HISTORY REPEATS ITSELF AS MEITUAN XIAO XIANG OPENS OFFLINE STORES
In 2019, I led a group of Dutch supermarket entrepreneurs on a ChinaTechTrip tour to China. One afternoon, I showed them three supermarkets that China’s leading internet companies had launched:
▶️ Hema (Freshippo) by Alibaba
▶️ 7Fresh by Jingdong (JD)
▶️ Xiao Xiang (Ella) by Meituan
7Fresha and Xiao Xiang (literally ‘little elephant’) were clearly ‘inspired’ by Hema. But while the 7Fresh store at Dazu Plaza impressed the group, they were less enthusiastic about Xiao Xiang, which felt like a ‘poor man’s Hema’. Like Hema, it had a variety of seafood swimming in basins and offered home delivery through its app. But compared to Hema, it all just looked a bit shabby in the store.
Meituan had limited offline management capabilities and misjudged the scale of demand. Therefore, it wasn’t a big surprise when the seven Xiao Xiang (Ella) stores disappeared one by one.
The logo with the little elephant survived in the emblem of Meituan Maicai, Meituan’s grocery delivery store that uses a front-end warehouse approach, like its main competitor Dingdong Maicai. More recently, Meituan Maicai was rebranded to Meituan Xiao Xiang, resurrecting the name of the former offline supermarkets.
Instant retail in China is in full motion. JD launched a food delivery service to enhance the density of its instant retail offerings (I recently published an extensive report on the topic on Tech Buzz China). Fresh and Hema are both opening front-end warehouses, replicating the 'large store + cloud warehouse' model of Sam’s Club. In the front-end warehouse model, consumers place orders through an app and receive their purchases home-delivered within 30-60 minutes.
And now we have come full circle again, as Meituan, which already has front-end warehouses, is planning to open Xiao Xiang offline stores. The business models are converging and getting more homogenous.
Over the past few years, Xiao Xiang has established a strong brand and presence in the grocery delivery market. It is number 1 in the pure front-end warehouse market, with a 30 billion annual GMV. However, it is not fully profitable yet and is now giving offline another try to create an additional income channel.
This time, Meituan is not benchmarking the large Hema Fresh supermarkets (targeting the middle class) but Alibaba's Hema NB (formerly Hema Outlet) supermarkets (targeting the so-called ‘sinking market’ of lower-income cities and urban regions). Xiao Xiang now wants to utilise the supply chain it has built for the front-end warehouses to offer a good selection at low prices through such stores. But Meituan still misses the experience of offline business, so it has started a recruitment drive.
It remains to be seen if Meituan will succeed this time around. Who knows, after more than six years, I might soon be taking foreigners to a Xiao Xiang store again …
Pictures are of the former incarnation of Xiao Xiang.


## Task requirements
An identical copy of the records below is the expected result.

## Entries supplied
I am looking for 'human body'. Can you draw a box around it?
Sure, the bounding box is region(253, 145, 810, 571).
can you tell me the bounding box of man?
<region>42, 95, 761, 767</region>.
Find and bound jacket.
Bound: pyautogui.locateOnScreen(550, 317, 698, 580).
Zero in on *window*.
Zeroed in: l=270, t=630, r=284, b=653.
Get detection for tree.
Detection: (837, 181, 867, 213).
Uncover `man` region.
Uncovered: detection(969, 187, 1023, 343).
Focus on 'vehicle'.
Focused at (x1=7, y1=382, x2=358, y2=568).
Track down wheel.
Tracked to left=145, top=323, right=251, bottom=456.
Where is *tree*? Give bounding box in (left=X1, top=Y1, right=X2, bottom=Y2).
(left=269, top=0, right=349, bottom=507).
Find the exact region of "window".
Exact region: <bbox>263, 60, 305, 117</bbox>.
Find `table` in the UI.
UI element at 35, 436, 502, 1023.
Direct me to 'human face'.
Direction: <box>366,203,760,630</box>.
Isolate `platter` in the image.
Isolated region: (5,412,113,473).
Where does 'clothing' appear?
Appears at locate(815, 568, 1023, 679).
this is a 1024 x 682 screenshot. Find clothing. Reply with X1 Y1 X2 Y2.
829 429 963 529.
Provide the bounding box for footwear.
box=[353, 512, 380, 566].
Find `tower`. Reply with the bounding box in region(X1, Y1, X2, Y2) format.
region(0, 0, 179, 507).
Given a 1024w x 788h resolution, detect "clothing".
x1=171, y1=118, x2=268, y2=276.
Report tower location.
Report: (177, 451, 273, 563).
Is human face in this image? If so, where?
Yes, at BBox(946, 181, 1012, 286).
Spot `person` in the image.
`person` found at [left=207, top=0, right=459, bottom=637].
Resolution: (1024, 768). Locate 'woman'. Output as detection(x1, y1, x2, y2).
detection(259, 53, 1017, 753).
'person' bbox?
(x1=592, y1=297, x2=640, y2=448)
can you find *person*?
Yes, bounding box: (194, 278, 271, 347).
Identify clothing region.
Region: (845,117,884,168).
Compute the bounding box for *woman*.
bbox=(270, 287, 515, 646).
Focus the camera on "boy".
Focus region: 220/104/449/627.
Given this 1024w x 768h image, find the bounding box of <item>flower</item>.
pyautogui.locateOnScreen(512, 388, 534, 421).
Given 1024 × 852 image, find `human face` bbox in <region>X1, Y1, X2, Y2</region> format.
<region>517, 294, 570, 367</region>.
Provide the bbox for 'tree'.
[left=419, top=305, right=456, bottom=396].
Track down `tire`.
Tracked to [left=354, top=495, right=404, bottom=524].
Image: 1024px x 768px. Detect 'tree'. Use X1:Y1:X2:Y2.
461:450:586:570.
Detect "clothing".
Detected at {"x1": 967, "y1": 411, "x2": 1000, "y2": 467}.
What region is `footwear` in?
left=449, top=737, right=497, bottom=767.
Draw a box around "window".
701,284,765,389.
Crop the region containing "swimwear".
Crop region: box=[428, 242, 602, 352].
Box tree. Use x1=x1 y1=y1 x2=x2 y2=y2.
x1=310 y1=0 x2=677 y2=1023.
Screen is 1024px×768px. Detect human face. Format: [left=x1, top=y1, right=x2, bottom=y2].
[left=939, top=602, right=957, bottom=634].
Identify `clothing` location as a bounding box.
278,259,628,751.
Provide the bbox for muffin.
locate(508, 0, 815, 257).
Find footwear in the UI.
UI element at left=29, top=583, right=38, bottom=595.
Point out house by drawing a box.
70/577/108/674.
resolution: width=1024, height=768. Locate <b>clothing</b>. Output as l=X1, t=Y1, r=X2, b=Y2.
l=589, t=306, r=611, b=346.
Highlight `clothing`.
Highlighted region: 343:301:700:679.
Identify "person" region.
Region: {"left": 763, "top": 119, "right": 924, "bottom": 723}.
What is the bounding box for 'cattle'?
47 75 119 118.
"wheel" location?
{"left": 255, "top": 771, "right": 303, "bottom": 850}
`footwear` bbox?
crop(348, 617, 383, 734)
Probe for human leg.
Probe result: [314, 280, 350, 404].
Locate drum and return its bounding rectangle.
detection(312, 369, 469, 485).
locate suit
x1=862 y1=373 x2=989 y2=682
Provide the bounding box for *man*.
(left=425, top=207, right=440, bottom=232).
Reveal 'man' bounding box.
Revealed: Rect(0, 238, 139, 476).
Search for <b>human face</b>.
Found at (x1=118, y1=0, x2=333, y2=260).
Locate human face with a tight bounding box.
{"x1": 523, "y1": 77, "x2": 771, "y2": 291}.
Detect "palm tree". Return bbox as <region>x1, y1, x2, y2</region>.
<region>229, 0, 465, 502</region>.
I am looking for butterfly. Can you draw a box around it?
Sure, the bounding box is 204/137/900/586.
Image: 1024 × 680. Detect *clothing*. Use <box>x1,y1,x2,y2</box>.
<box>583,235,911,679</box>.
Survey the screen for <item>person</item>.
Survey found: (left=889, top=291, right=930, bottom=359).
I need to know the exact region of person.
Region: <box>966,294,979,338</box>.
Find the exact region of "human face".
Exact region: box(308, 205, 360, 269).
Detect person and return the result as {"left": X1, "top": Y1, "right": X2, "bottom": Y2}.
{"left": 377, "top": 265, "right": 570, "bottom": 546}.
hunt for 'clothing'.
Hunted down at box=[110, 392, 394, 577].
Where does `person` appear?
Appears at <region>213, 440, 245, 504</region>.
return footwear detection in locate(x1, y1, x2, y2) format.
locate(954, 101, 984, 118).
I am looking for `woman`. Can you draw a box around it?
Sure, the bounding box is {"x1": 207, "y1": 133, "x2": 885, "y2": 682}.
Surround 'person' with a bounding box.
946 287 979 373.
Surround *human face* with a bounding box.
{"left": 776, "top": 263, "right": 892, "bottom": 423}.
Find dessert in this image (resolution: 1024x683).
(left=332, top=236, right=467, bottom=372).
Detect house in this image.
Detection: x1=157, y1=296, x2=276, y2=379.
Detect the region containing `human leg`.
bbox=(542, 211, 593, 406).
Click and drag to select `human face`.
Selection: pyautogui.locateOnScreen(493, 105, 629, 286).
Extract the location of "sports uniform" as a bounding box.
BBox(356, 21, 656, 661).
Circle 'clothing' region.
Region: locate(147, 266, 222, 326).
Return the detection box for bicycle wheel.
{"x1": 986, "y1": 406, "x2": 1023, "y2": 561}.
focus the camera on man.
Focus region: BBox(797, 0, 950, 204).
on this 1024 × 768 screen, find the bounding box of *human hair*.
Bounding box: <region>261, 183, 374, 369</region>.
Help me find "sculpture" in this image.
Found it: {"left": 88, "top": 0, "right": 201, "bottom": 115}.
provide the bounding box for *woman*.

## Task result
I am looking for 'human body'. Can you draw a box around it?
Sure, the bounding box is region(253, 145, 810, 571).
can you tell me the bounding box of man?
<region>42, 95, 761, 767</region>.
Find and bound jacket.
Bound: pyautogui.locateOnScreen(550, 317, 698, 580).
Zero in on *window*.
Zeroed in: l=270, t=630, r=284, b=653.
Get detection for tree.
Detection: (837, 181, 867, 213).
Uncover `man` region.
Uncovered: detection(969, 187, 1023, 343).
Focus on 'vehicle'.
Focused at (x1=7, y1=382, x2=358, y2=568).
Track down wheel.
Tracked to left=145, top=323, right=251, bottom=456.
Where is *tree*? Give bounding box in (left=X1, top=Y1, right=X2, bottom=Y2).
(left=269, top=0, right=349, bottom=507).
Find the exact region of "window".
Exact region: <bbox>263, 60, 305, 117</bbox>.
Find `table` in the UI.
UI element at 35, 436, 502, 1023.
Direct me to 'human face'.
Direction: <box>366,203,760,630</box>.
Isolate `platter` in the image.
Isolated region: (5,412,113,473).
Where does 'clothing' appear?
Appears at locate(815, 568, 1023, 679).
this is a 1024 x 682 screenshot. Find clothing. Reply with X1 Y1 X2 Y2.
829 429 963 529.
Provide the bounding box for footwear.
box=[353, 512, 380, 566].
Find `tower`. Reply with the bounding box in region(X1, Y1, X2, Y2) format.
region(0, 0, 179, 507).
Given a 1024w x 788h resolution, detect "clothing".
x1=171, y1=118, x2=268, y2=276.
Report tower location.
Report: (177, 451, 273, 563).
Is human face in this image? If so, where?
Yes, at BBox(946, 181, 1012, 286).
Spot `person` in the image.
`person` found at [left=207, top=0, right=459, bottom=637].
Resolution: (1024, 768). Locate 'woman'. Output as detection(x1, y1, x2, y2).
detection(259, 53, 1017, 753).
'person' bbox?
(x1=592, y1=297, x2=640, y2=448)
can you find *person*?
Yes, bounding box: (194, 278, 271, 347).
Identify clothing region.
Region: (845,117,884,168).
Compute the bounding box for *woman*.
bbox=(270, 287, 515, 646).
Focus the camera on "boy".
Focus region: 220/104/449/627.
Given this 1024w x 768h image, find the bounding box of <item>flower</item>.
pyautogui.locateOnScreen(512, 388, 534, 421).
Given 1024 × 852 image, find `human face` bbox in <region>X1, Y1, X2, Y2</region> format.
<region>517, 294, 570, 367</region>.
Provide the bbox for 'tree'.
[left=419, top=305, right=456, bottom=396].
Track down `tire`.
Tracked to [left=354, top=495, right=404, bottom=524].
Image: 1024px x 768px. Detect 'tree'. Use X1:Y1:X2:Y2.
461:450:586:570.
Detect "clothing".
Detected at {"x1": 967, "y1": 411, "x2": 1000, "y2": 467}.
What region is `footwear` in?
left=449, top=737, right=497, bottom=767.
Draw a box around "window".
701,284,765,389.
Crop the region containing "swimwear".
Crop region: box=[428, 242, 602, 352].
Box tree. Use x1=x1 y1=y1 x2=x2 y2=y2.
x1=310 y1=0 x2=677 y2=1023.
Screen is 1024px×768px. Detect human face. Format: [left=x1, top=y1, right=x2, bottom=y2].
[left=939, top=602, right=957, bottom=634].
Identify `clothing` location as a bounding box.
278,259,628,751.
Provide the bbox for muffin.
locate(508, 0, 815, 257).
Find footwear in the UI.
UI element at left=29, top=583, right=38, bottom=595.
Point out house by drawing a box.
70/577/108/674.
resolution: width=1024, height=768. Locate <b>clothing</b>. Output as l=X1, t=Y1, r=X2, b=Y2.
l=589, t=306, r=611, b=346.
Highlight `clothing`.
Highlighted region: 343:301:700:679.
Identify "person" region.
Region: {"left": 763, "top": 119, "right": 924, "bottom": 723}.
What is the bounding box for 'cattle'?
47 75 119 118.
"wheel" location?
{"left": 255, "top": 771, "right": 303, "bottom": 850}
`footwear` bbox?
crop(348, 617, 383, 734)
Probe for human leg.
Probe result: [314, 280, 350, 404].
Locate drum and return its bounding rectangle.
detection(312, 369, 469, 485).
locate suit
x1=862 y1=373 x2=989 y2=682
Provide the bounding box for *man*.
(left=425, top=207, right=440, bottom=232).
Reveal 'man' bounding box.
Revealed: Rect(0, 238, 139, 476).
Search for <b>human face</b>.
Found at (x1=118, y1=0, x2=333, y2=260).
Locate human face with a tight bounding box.
{"x1": 523, "y1": 77, "x2": 771, "y2": 291}.
Detect "palm tree". Return bbox as <region>x1, y1, x2, y2</region>.
<region>229, 0, 465, 502</region>.
I am looking for butterfly. Can you draw a box around it?
Sure, the bounding box is 204/137/900/586.
Image: 1024 × 680. Detect *clothing*. Use <box>x1,y1,x2,y2</box>.
<box>583,235,911,679</box>.
Survey the screen for <item>person</item>.
Survey found: (left=889, top=291, right=930, bottom=359).
I need to know the exact region of person.
Region: <box>966,294,979,338</box>.
Find the exact region of "human face".
Exact region: box(308, 205, 360, 269).
Detect person and return the result as {"left": X1, "top": Y1, "right": X2, "bottom": Y2}.
{"left": 377, "top": 265, "right": 570, "bottom": 546}.
hunt for 'clothing'.
Hunted down at box=[110, 392, 394, 577].
Where does `person` appear?
Appears at <region>213, 440, 245, 504</region>.
return footwear detection in locate(x1, y1, x2, y2) format.
locate(954, 101, 984, 118).
I am looking for `woman`. Can you draw a box around it?
Sure, the bounding box is {"x1": 207, "y1": 133, "x2": 885, "y2": 682}.
Surround 'person' with a bounding box.
946 287 979 373.
Surround *human face* with a bounding box.
{"left": 776, "top": 263, "right": 892, "bottom": 423}.
Find dessert in this image (resolution: 1024x683).
(left=332, top=236, right=467, bottom=372).
Detect house in this image.
Detection: x1=157, y1=296, x2=276, y2=379.
Detect the region containing `human leg`.
bbox=(542, 211, 593, 406).
Click and drag to select `human face`.
Selection: pyautogui.locateOnScreen(493, 105, 629, 286).
Extract the location of "sports uniform" as a bounding box.
BBox(356, 21, 656, 661).
Circle 'clothing' region.
Region: locate(147, 266, 222, 326).
Return the detection box for bicycle wheel.
{"x1": 986, "y1": 406, "x2": 1023, "y2": 561}.
focus the camera on man.
Focus region: BBox(797, 0, 950, 204).
on this 1024 × 768 screen, find the bounding box of *human hair*.
Bounding box: <region>261, 183, 374, 369</region>.
Help me find "sculpture" in this image.
Found it: {"left": 88, "top": 0, "right": 201, "bottom": 115}.
provide the bounding box for *woman*.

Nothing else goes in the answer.